For nearly any major disaster—natural, economic, or military—there was a moment when tragedy could have been prevented. In just the last decade, experts warned that a subprime mortgage bubble could lead to financial collapse and that a hurricane could devastate New Orleans. But our leaders failed to head off disaster, and the public knew little until it was too late.
Now we face the largest potential Katrina the world has ever seen, an imminent catastrophe we refer to blandly as “climate change.” Neither your mayor, nor your senator, nor certainly, your president has declared a climate emergency. But in the time since you may have watched An Inconvenient Truth, global emissions have worsened, and the scientific predictions have become much more frightening.
The carbon dioxide that we have already put into the atmosphere makes it a near certainty that our oceans will become steadily more acidic, eventually destroying coral reefs and sea life. Glaciers will continue to melt year by year, eventually threatening the water supply of as much as 25 percent of the human population. Sea levels are already rising, and will continue to rise for hundreds of years.

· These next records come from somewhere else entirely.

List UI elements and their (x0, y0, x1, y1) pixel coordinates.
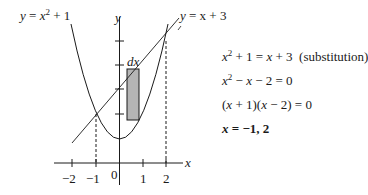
eq2-tail: − 2 = 0 (252, 73, 293, 88)
equation-solution: x = −1, 2 (222, 122, 269, 135)
line-curve (72, 18, 179, 143)
eq1-note: (substitution) (299, 49, 368, 64)
x-tick-label-2: 2 (163, 172, 170, 185)
eq3-tail: − 2) = 0 (267, 97, 312, 112)
y-axis-label: y (115, 11, 121, 24)
parabola-label-y: y (20, 8, 26, 23)
parabola-label-tail: + 1 (50, 8, 70, 23)
x-tick-label-1: 1 (140, 172, 147, 185)
x-axis-label: x (185, 156, 191, 169)
line-label-y: y (180, 8, 186, 23)
line-label-rhs: = x + 3 (189, 8, 226, 23)
line-label-pointer (178, 26, 181, 30)
eq1-tail: + 3 (272, 49, 299, 64)
eq1-mid: + 1 = (232, 49, 266, 64)
parabola-label: y = x2 + 1 (20, 9, 70, 22)
dx-label: dx (127, 55, 139, 68)
line-label: y = x + 3 (180, 9, 226, 22)
eq3-mid: + 1)( (232, 97, 261, 112)
eq2-minus: − (232, 73, 246, 88)
eq4-roots: = −1, 2 (229, 121, 270, 136)
origin-label: 0 (111, 168, 118, 181)
x-tick-label-neg1: −1 (86, 172, 100, 185)
equation-substitution: x2 + 1 = x + 3 (substitution) (222, 50, 368, 63)
equation-quadratic: x2 − x − 2 = 0 (222, 74, 293, 87)
equation-factored: (x + 1)(x − 2) = 0 (222, 98, 312, 111)
x-tick-label-neg2: −2 (62, 172, 76, 185)
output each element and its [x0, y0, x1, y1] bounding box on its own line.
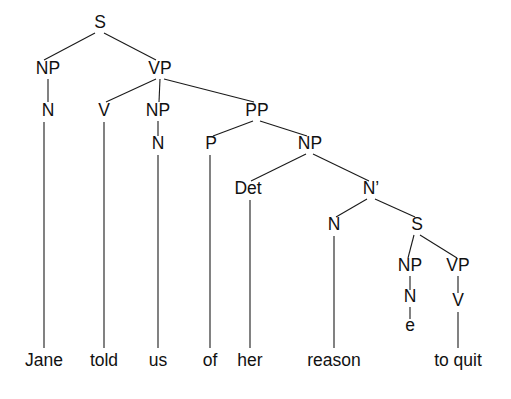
tree-node-det_her: Det — [234, 178, 261, 198]
syntax-tree-figure: SNPVPNVNPPPNPNPDetN’NSNPVPNVe Janetoldus… — [0, 0, 511, 399]
tree-node-n_obj: N — [152, 133, 165, 153]
tree-node-s_embed: S — [411, 214, 423, 234]
terminal-word-t_her: her — [237, 350, 262, 370]
terminal-word-t_of: of — [203, 350, 218, 370]
tree-node-e_trace: e — [405, 315, 415, 335]
terminal-word-t_us: us — [149, 350, 168, 370]
terminal-word-t_told: told — [90, 350, 118, 370]
tree-node-s_root: S — [94, 12, 106, 32]
tree-node-vp_embed: VP — [446, 255, 469, 275]
tree-node-n_subj: N — [42, 100, 55, 120]
tree-node-np_obj: NP — [146, 100, 170, 120]
figure-background — [0, 0, 511, 399]
terminal-word-t_toquit: to quit — [434, 350, 482, 370]
tree-node-np_empty: NP — [398, 255, 422, 275]
tree-node-n_reason: N — [328, 214, 341, 234]
terminal-word-t_reason: reason — [307, 350, 361, 370]
tree-node-vp_main: VP — [148, 58, 171, 78]
terminal-word-t_jane: Jane — [25, 350, 63, 370]
tree-node-np_pobj: NP — [298, 133, 322, 153]
tree-node-n_empty: N — [404, 286, 417, 306]
tree-node-nbar: N’ — [363, 178, 380, 198]
tree-node-v_quit: V — [452, 290, 464, 310]
tree-node-v_told: V — [98, 100, 110, 120]
tree-node-pp: PP — [245, 100, 268, 120]
tree-node-p_of: P — [205, 133, 217, 153]
tree-node-np_subj: NP — [36, 58, 60, 78]
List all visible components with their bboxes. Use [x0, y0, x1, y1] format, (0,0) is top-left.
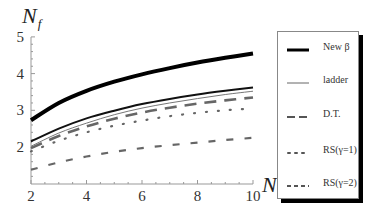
legend-label: D.T.: [323, 108, 341, 119]
y-tick-label: 3: [17, 102, 25, 118]
series-line: [31, 108, 253, 151]
series-lines: [31, 53, 253, 169]
x-tick-label: 8: [194, 188, 202, 204]
tick-labels: 2468102345: [17, 29, 261, 204]
y-tick-label: 4: [17, 66, 25, 82]
x-tick-label: 6: [138, 188, 146, 204]
y-tick-label: 5: [17, 29, 25, 45]
x-tick-label: 2: [27, 188, 35, 204]
x-tick-label: 4: [83, 188, 91, 204]
series-line: [31, 138, 253, 170]
legend-label: New β: [323, 41, 349, 52]
legend-item-new-beta: New β: [278, 36, 358, 56]
legend-swatch-thick-solid: [287, 41, 309, 51]
x-tick-label: 10: [246, 188, 261, 204]
legend-label: RS(γ=1): [323, 144, 357, 155]
legend-item-rs-gamma-1: RS(γ=1): [278, 139, 358, 159]
y-tick-label: 2: [17, 139, 25, 155]
legend-label: ladder: [323, 74, 348, 85]
legend-swatch-dotted: [287, 144, 309, 154]
legend-item-ladder: ladder: [278, 69, 358, 89]
legend-swatch-thin-solid: [287, 74, 309, 84]
legend-item-rs-gamma-2: RS(γ=2): [278, 172, 358, 192]
y-axis-title: Nf: [21, 3, 44, 31]
legend-label: RS(γ=2): [323, 177, 357, 188]
legend-swatch-long-dash: [287, 108, 309, 118]
legend: New β ladder D.T. RS(γ=1) RS(γ=2): [277, 31, 359, 199]
legend-swatch-short-dash: [287, 177, 309, 187]
legend-item-dt: D.T.: [278, 103, 358, 123]
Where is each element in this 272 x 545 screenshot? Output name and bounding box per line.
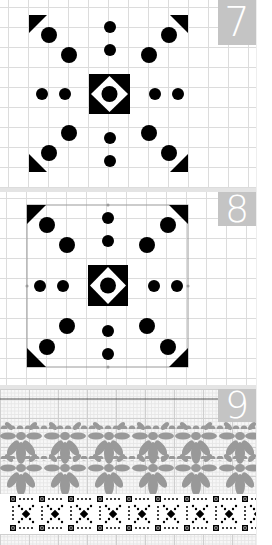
pattern-panel-8: 8 xyxy=(0,192,256,385)
pattern-number-label-8: 8 xyxy=(218,192,256,226)
pattern-number-label-7: 7 xyxy=(218,0,256,45)
page-margin xyxy=(256,0,272,545)
pattern-number-7: 7 xyxy=(224,0,249,45)
pattern-number-label-9: 9 xyxy=(218,389,256,422)
pattern-panel-7: 7 xyxy=(0,0,256,188)
pattern-number-9: 9 xyxy=(225,389,249,427)
pattern-number-8: 8 xyxy=(225,192,249,231)
pattern-panel-9: 9 xyxy=(0,389,256,545)
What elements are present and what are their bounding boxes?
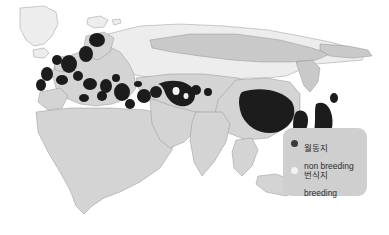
distribution-map-figure: 월동지 non breeding 번식지 breeding [0,0,389,235]
legend-breeding-label-ko: 번식지 [304,170,328,180]
nonbreeding-marker-icon [291,140,298,147]
legend-nonbreeding-label-ko: 월동지 [304,143,328,153]
map-legend: 월동지 non breeding 번식지 breeding [283,128,367,196]
legend-breeding-label-en: breeding [304,188,337,198]
legend-item-breeding[interactable]: 번식지 breeding [291,164,337,200]
legend-item-breeding-labels: 번식지 breeding [304,164,337,200]
breeding-marker-icon [291,167,298,174]
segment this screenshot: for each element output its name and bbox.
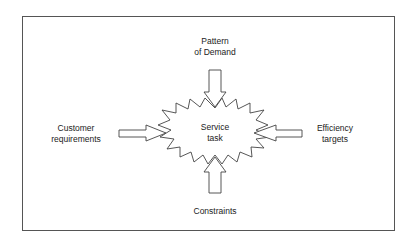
label-line: Pattern xyxy=(180,36,250,47)
label-line: Constraints xyxy=(175,206,255,217)
label-line: task xyxy=(180,133,250,144)
label-line: targets xyxy=(300,134,370,145)
label-line: of Demand xyxy=(180,47,250,58)
label-line: Efficiency xyxy=(300,123,370,134)
customer-requirements-label: Customer requirements xyxy=(36,123,116,144)
label-line: Customer xyxy=(36,123,116,134)
constraints-label: Constraints xyxy=(175,206,255,217)
service-task-label: Service task xyxy=(180,122,250,143)
label-line: requirements xyxy=(36,134,116,145)
pattern-of-demand-label: Pattern of Demand xyxy=(180,36,250,57)
label-line: Service xyxy=(180,122,250,133)
arrow-right-icon xyxy=(119,125,166,141)
efficiency-targets-label: Efficiency targets xyxy=(300,123,370,144)
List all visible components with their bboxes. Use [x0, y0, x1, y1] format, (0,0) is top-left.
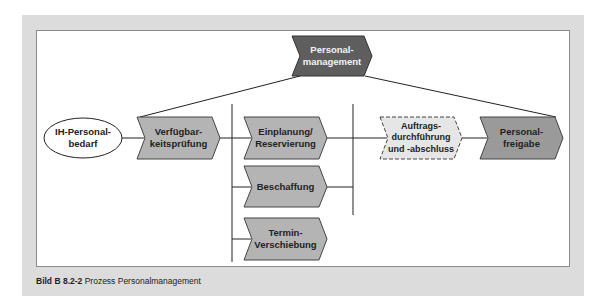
figure-number: Bild B 8.2-2 — [36, 276, 82, 286]
figure-caption: Bild B 8.2-2 Prozess Personalmanagement — [36, 276, 201, 286]
node-shape — [480, 117, 563, 159]
node-shape — [380, 117, 462, 159]
connector-line — [140, 76, 300, 117]
node-shape — [244, 117, 327, 159]
caption-text: Prozess Personalmanagement — [82, 276, 201, 286]
node-shape — [244, 166, 327, 207]
top-node-shape — [292, 36, 372, 76]
node-shape — [244, 218, 327, 260]
node-shape — [137, 117, 220, 159]
process-diagram — [0, 0, 605, 308]
connector-line — [365, 76, 556, 117]
start-event-shape — [44, 118, 122, 158]
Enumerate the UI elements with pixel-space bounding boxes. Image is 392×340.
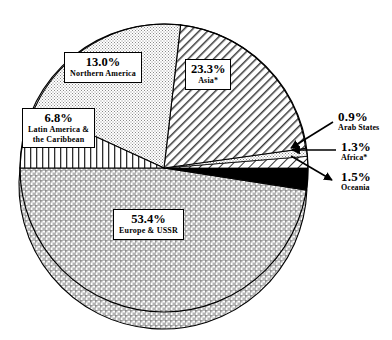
slice-name-latin-america-line2: the Caribbean <box>28 135 89 144</box>
callout-label-oceania: 1.5% Oceania <box>341 170 371 192</box>
slice-value-latin-america: 6.8% <box>28 111 89 125</box>
callout-name-arab-states: Arab States <box>338 124 379 132</box>
callout-value-oceania: 1.5% <box>341 170 371 184</box>
callout-name-oceania: Oceania <box>341 184 371 192</box>
slice-value-northern-america: 13.0% <box>70 55 136 69</box>
pie-chart-figure: 13.0% Northern America 23.3% Asia* 6.8% … <box>0 0 392 340</box>
slice-label-asia: 23.3% Asia* <box>185 59 231 90</box>
slice-name-europe-ussr: Europe & USSR <box>119 226 178 235</box>
slice-name-northern-america: Northern America <box>70 69 136 78</box>
callout-label-arab-states: 0.9% Arab States <box>338 110 379 132</box>
pie-chart-canvas <box>0 0 392 340</box>
callout-value-arab-states: 0.9% <box>338 110 379 124</box>
callout-label-africa: 1.3% Africa* <box>341 140 371 162</box>
slice-name-asia: Asia* <box>191 76 225 85</box>
slice-label-latin-america: 6.8% Latin America & the Caribbean <box>22 108 95 148</box>
pie-slice-europe-ussr <box>19 168 307 329</box>
callout-name-africa: Africa* <box>341 154 371 162</box>
callout-value-africa: 1.3% <box>341 140 371 154</box>
slice-value-europe-ussr: 53.4% <box>119 212 178 226</box>
pie-slice-asia <box>164 25 306 168</box>
slice-value-asia: 23.3% <box>191 62 225 76</box>
slice-label-europe-ussr: 53.4% Europe & USSR <box>113 209 184 240</box>
slice-label-northern-america: 13.0% Northern America <box>64 52 142 83</box>
slice-name-latin-america-line1: Latin America & <box>28 125 89 134</box>
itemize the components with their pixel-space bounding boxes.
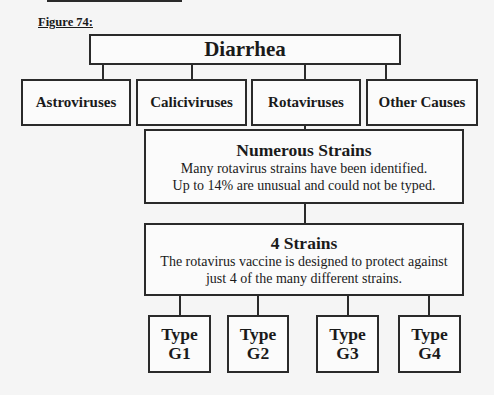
cause-label: Astroviruses [36,94,117,111]
four-strains-box: 4 Strains The rotavirus vaccine is desig… [144,223,464,296]
numerous-strains-line1: Many rotavirus strains have been identif… [181,160,427,177]
cause-rotaviruses: Rotaviruses [251,79,361,126]
figure-label: Figure 74: [38,15,93,30]
cause-caliciviruses: Caliciviruses [136,79,247,126]
connector [179,295,181,316]
type-g4-box: Type G4 [398,315,461,373]
connector [347,295,349,316]
type-label: Type [329,325,366,344]
four-strains-line1: The rotavirus vaccine is designed to pro… [160,253,447,270]
type-code: G1 [168,344,190,363]
numerous-strains-box: Numerous Strains Many rotavirus strains … [144,129,464,204]
type-g3-box: Type G3 [316,315,379,373]
cause-astroviruses: Astroviruses [21,79,131,126]
numerous-strains-title: Numerous Strains [236,140,371,160]
connector [304,64,306,80]
diarrhea-label: Diarrhea [204,37,286,62]
type-code: G2 [247,344,269,363]
connector [385,64,387,80]
type-g1-box: Type G1 [148,315,211,373]
type-label: Type [240,325,277,344]
connector [304,203,306,224]
type-code: G3 [336,344,358,363]
four-strains-line2: just 4 of the many different strains. [206,270,402,287]
type-g2-box: Type G2 [227,315,289,373]
cause-other: Other Causes [366,79,478,126]
connector [102,64,104,80]
four-strains-title: 4 Strains [271,233,338,253]
cause-label: Other Causes [379,94,466,111]
connector [428,295,430,316]
top-rule [47,0,182,2]
connector [257,295,259,316]
type-label: Type [161,325,198,344]
numerous-strains-line2: Up to 14% are unusual and could not be t… [173,177,436,194]
type-code: G4 [418,344,440,363]
cause-label: Caliciviruses [150,94,233,111]
diarrhea-box: Diarrhea [89,34,401,65]
connector [191,64,193,80]
type-label: Type [411,325,448,344]
cause-label: Rotaviruses [268,94,344,111]
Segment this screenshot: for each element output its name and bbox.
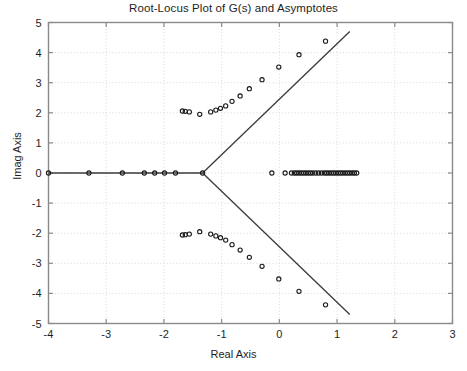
data-point xyxy=(277,277,281,281)
x-tick-label: 1 xyxy=(334,328,340,340)
data-point xyxy=(209,110,213,114)
root-locus-upper-branch xyxy=(180,39,327,116)
data-point xyxy=(323,39,327,43)
data-point xyxy=(214,234,218,238)
data-point xyxy=(230,99,234,103)
data-point xyxy=(230,243,234,247)
axis-tick-labels: -4-3-2-10123-5-4-3-2-1012345 xyxy=(32,17,456,340)
data-point xyxy=(224,238,228,242)
data-point xyxy=(209,232,213,236)
data-point xyxy=(297,53,301,57)
root-locus-figure: Root-Locus Plot of G(s) and Asymptotes I… xyxy=(0,0,467,371)
data-point xyxy=(238,248,242,252)
y-tick-label: -2 xyxy=(32,227,42,239)
y-tick-label: -3 xyxy=(32,257,42,269)
x-tick-label: -1 xyxy=(217,328,227,340)
data-point xyxy=(214,108,218,112)
x-tick-label: -3 xyxy=(101,328,111,340)
data-point xyxy=(260,264,264,268)
data-point xyxy=(323,303,327,307)
data-point xyxy=(238,94,242,98)
data-point xyxy=(297,289,301,293)
data-point xyxy=(218,106,222,110)
y-tick-label: 5 xyxy=(35,17,41,29)
y-tick-label: -1 xyxy=(32,197,42,209)
data-point xyxy=(260,78,264,82)
x-tick-label: 3 xyxy=(449,328,455,340)
y-tick-label: 4 xyxy=(35,47,41,59)
y-tick-label: -5 xyxy=(32,318,42,330)
y-tick-label: 3 xyxy=(35,77,41,89)
y-tick-label: 1 xyxy=(35,137,41,149)
x-tick-label: 2 xyxy=(392,328,398,340)
data-point xyxy=(247,87,251,91)
data-point xyxy=(283,171,287,175)
y-tick-label: 2 xyxy=(35,107,41,119)
y-tick-label: -4 xyxy=(32,287,42,299)
x-tick-label: -2 xyxy=(159,328,169,340)
data-point xyxy=(277,65,281,69)
x-tick-label: 0 xyxy=(276,328,282,340)
root-locus-lower-branch xyxy=(180,230,327,307)
x-tick-label: -4 xyxy=(44,328,54,340)
data-point xyxy=(224,104,228,108)
plot-canvas: -4-3-2-10123-5-4-3-2-1012345 xyxy=(0,0,467,371)
y-tick-label: 0 xyxy=(35,167,41,179)
data-point xyxy=(247,255,251,259)
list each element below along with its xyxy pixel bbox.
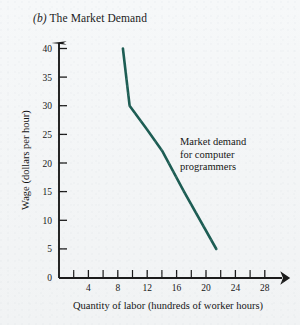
y-tick-label: 5 [47,244,52,254]
annotation-line-1: Market demand [180,136,288,149]
y-tick-label: 20 [43,159,53,169]
y-tick-label: 35 [43,73,53,83]
figure-panel: (b) The Market Demand [0,0,300,325]
annotation-line-3: programmers [180,161,288,174]
x-axis-ticks [74,270,265,278]
y-axis-ticks [59,49,67,249]
y-axis-tick-labels: 40 35 30 25 20 15 10 5 0 [43,44,53,283]
x-tick-label: 20 [201,283,211,293]
y-tick-label: 0 [47,273,52,283]
y-tick-label: 30 [43,101,53,111]
x-tick-label: 28 [260,283,270,293]
x-tick-label: 4 [86,283,91,293]
x-tick-label: 16 [172,283,182,293]
y-axis-title: Wage (dollars per hour) [20,110,32,210]
y-tick-label: 15 [43,187,53,197]
y-tick-label: 40 [43,44,53,54]
x-tick-label: 12 [142,283,152,293]
x-axis-tick-labels: 4 8 12 16 20 24 28 [86,283,270,293]
x-axis-title: Quantity of labor (hundreds of worker ho… [73,300,264,312]
annotation-line-2: for computer [180,149,288,162]
x-tick-label: 24 [231,283,241,293]
curve-annotation: Market demand for computer programmers [180,136,288,174]
x-tick-label: 8 [115,283,120,293]
y-tick-label: 25 [43,130,53,140]
y-tick-label: 10 [43,216,53,226]
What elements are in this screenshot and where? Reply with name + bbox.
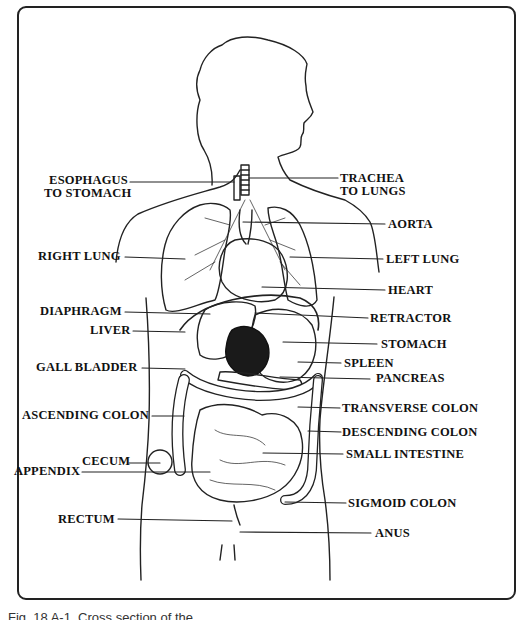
label-retractor: RETRACTOR <box>370 312 451 325</box>
label-liver: LIVER <box>90 324 131 337</box>
heart <box>219 239 287 302</box>
rectum <box>234 505 240 525</box>
label-trachea-line2: TO LUNGS <box>340 185 406 198</box>
pancreas <box>218 372 302 390</box>
torso-right-side <box>320 297 334 580</box>
label-cecum: CECUM <box>82 455 130 468</box>
left-shoulder-outline <box>116 170 240 262</box>
label-transverse-colon: TRANSVERSE COLON <box>342 402 478 415</box>
label-esophagus-line2: TO STOMACH <box>44 187 128 200</box>
label-spleen: SPLEEN <box>344 357 394 370</box>
label-stomach: STOMACH <box>381 338 447 351</box>
stomach-dark-region <box>226 326 269 376</box>
ascending-colon <box>177 380 184 470</box>
label-gall-bladder: GALL BLADDER <box>36 361 137 374</box>
label-left-lung: LEFT LUNG <box>386 253 459 266</box>
trachea-esophagus <box>234 165 249 200</box>
label-diaphragm: DIAPHRAGM <box>40 305 122 318</box>
label-right-lung: RIGHT LUNG <box>38 250 121 263</box>
label-ascending-colon: ASCENDING COLON <box>22 409 149 422</box>
label-heart: HEART <box>388 284 433 297</box>
label-rectum: RECTUM <box>58 513 115 526</box>
label-trachea: TRACHEA TO LUNGS <box>340 172 406 198</box>
label-small-intestine: SMALL INTESTINE <box>346 448 464 461</box>
label-esophagus: ESOPHAGUS TO STOMACH <box>44 174 128 200</box>
label-aorta: AORTA <box>388 218 433 231</box>
label-pancreas: PANCREAS <box>376 372 445 385</box>
figure-caption: Fig. 18 A-1. Cross section of the <box>8 609 193 620</box>
head-outline <box>197 37 379 272</box>
label-sigmoid-colon: SIGMOID COLON <box>348 497 457 510</box>
label-appendix: APPENDIX <box>14 465 80 478</box>
torso-left-side <box>140 298 149 580</box>
label-descending-colon: DESCENDING COLON <box>342 426 478 439</box>
label-anus: ANUS <box>375 527 410 540</box>
cecum <box>148 450 172 474</box>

In many parts of the world, the climate emergency has already arrived. An estimated 26 million people have already been displaced by the increases in hurricanes, floods, desertification, and drought brought on by climate change. In the North Atlantic, Category 5 hurricanes, the most destructive kind, occur three to four times more often than they did a decade ago.
While no single weather event can be tied directly to global warming, droughts, dust storms, and wildfires are becoming more common worldwide, and climate models predict that trend will accelerate. Southern California’s worst wildfire in 30 years scorched 20,000 acres last spring [1]. And in September, Sydney, Australia, choked on its own version of the Dust Bowl: More than 5,000 tons of orange dirt swirled around the city during one of the region’s worst droughts.
We’re no longer talking about future generations; it’s about us.
Why haven’t our leaders responded? They have been relying on old, conservative estimates of global warming effects. The 2007 Intergovernmental Panel on Climate Change (IPCC) projections used baseline scenarios from the 1990s, when scientists and government leaders assumed that by now, popular and political support would have led us to reduce greenhouse gas emissions. That means politicians and the people they represent have been looking at optimistic projections based on improvements that didn’t happen.
In fact, global fossil-fuel and industrial carbon emissions have grown by 3.5 percent a year since 2000, faster than the worst-case scenario predicted by the Nobel Prize-winning IPCC. Atmospheric carbon dioxide concentrations are now at their highest levels in the last 15 million years, since before humans walked the earth.